Saturday, August 23, 2014

In Whose Book, Fellas?

Maoist chairman Pushpa Kamal Dahal seems most aggrieved from the recently published memoirs of General Rukmangad Katawal.
The former supreme commander of the “People’s Liberation Army” has used at least two occasions in public to demolish the credibility of the former Nepal Army chief. Like most people on the defensive, though, Dahal has focused less on the substance of the general’s revelations.
At an institutional level, the bad blood between the two can easily be surmised. The army could not defeat the Maoists, nor could the rebels vanquish the state. Yet Dahal emerged stepped into the public spotlight in 2006 as if he had won the world. The hatred he spewed against generations of soldiers, in the presence of the prime minister and all senior democratic leaders, could not have been easily forgotten by anyone familiar with the force.
At a political level, Dahal lost the premiership because of his failure to see through his decision to sack Gen. Katawal for insubordination. The general, who opens with a gripping narrative of that episode, portrays his complicated relationship with Dahal.
But that is a side story to the vigorous defense of the military Gen. Katawal mounts. To those who sought to establish a philosophical and practical equivalency between the state and rebel armies, Katawal makes a key point: the military was intent on pressuring the Maoists to join the political process, whereas the rebels were going for the kill. The guerillas inflicted massive losses on the soldiers and state, but the conventional army always held the ground.
Amid this stalemate, the political process took center stage, laced with the unsentimental rigors of geopolitics. Thus, a movement that began with objective of ending ‘autocratic monarchy’ ended up ushering in a republic.
Katawal’s reminiscences on the disparate personalities involved in that process are revealing. For instance, it’s hard to believe that Prime Minister Girija Prasad Koirala, miffed by the Maoists, would urge Gen. Katawal to take over. But that goes with the genre.
On Katawal’s pages, Dahal emerges in the same way he has been seen in public. At times, daring, flexible, blustery, obsequious and adamant – in no particular order. Clearly, his self-described ‘chemistry’ with Katawal was a compulsion of the times. Since it’s Katawal’s book, the general gets the last word on Dahal’s moves and motivations. And Dahal has every right to resent Katawal’s characterization. Case closed.

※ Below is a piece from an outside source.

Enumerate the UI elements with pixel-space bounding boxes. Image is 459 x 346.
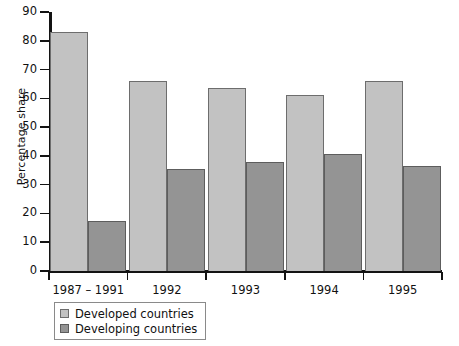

But Dahal took a curious route to press his case. He castigated the general as despicable and unreliable for having ditched the monarchy.
On that score, Katawal makes fascinating revelations beginning from his first contact with King Mahendra in his home district and subsequent arrival in Kathmandu for studies under royal sponsorship.
Over the years, his admirers and detractors stretched that instance of royal sponsorship into something akin to enduring royal guardianship. But Katawal, who by chance had ended up in King Mahendra’s office on the eve of the 1960 royal takeover with barely an inkling of what was about to happen, never met Queen and later Queen Mother Ratna. He was hardly a palace boy, by that reckoning.
The country didn’t know that when Katawal rose to the top and the monarchy was in its last gasps. The national focus was on how the army – traditionally loyal to the palace – would react to the push for republicanism under a general the public deemed was all but a brother to the suspended king.
In an effort to save the monarchy, Katawal, among other things, pushed the idea of enthroning a ‘baby king’. King Gyanendra rejected that outright. (“Over my dead body,” the general quotes the monarch as saying.)
Katawal doesn’t say so explicitly, but he seemed hurt by the royal snub. Maila Baje always felt King Gyanendra had a point: You can choose between a king and a president. But you can’t choose who you want as king.
Although he emerges as a strong monarchist still – at least within the demands of Nepal’s geo-strategic precariousness – Katawal quotes Nepali politicians as well as foreign diplomats casting aspersions on the ex-monarch’s personality and predilections. His general characterization of King Gyanendra’s rule is not flattering.
Did the king drag the army along kicking and screaming on February 1, 2005? Or did the generals advise the king of their ability to take control of the situation sufficiently to put the political process on track? Katawal maintains there were two armies – the palace guard and regular force. If the national army headquarters could not prevent that infringement on its jurisdiction and scope, then all his talk about professionalism becomes moot.
Those who wonder why the palace would want to keep GHQ at arm’s length might want to go a little back in history. Our army takes pride in its roots in the national unification campaign of Prithvi Narayan Shah. Yet, decades later, when a junior officer seized power and managed to monopolize it within his immediate family for over a century, keeping successive kings virtual prisoners in the palace, the army continued to back the usurpers. Surely, Dahal knows that the army-monarchy debate transcends the Katawal-Mahendra dimension. There were other ways he could have rebutted Katawal’s version of current history – including announcing that he would write his own book.
And even if the general did betray the palace and side with the republicans, shouldn’t Dahal be hailing Katawal?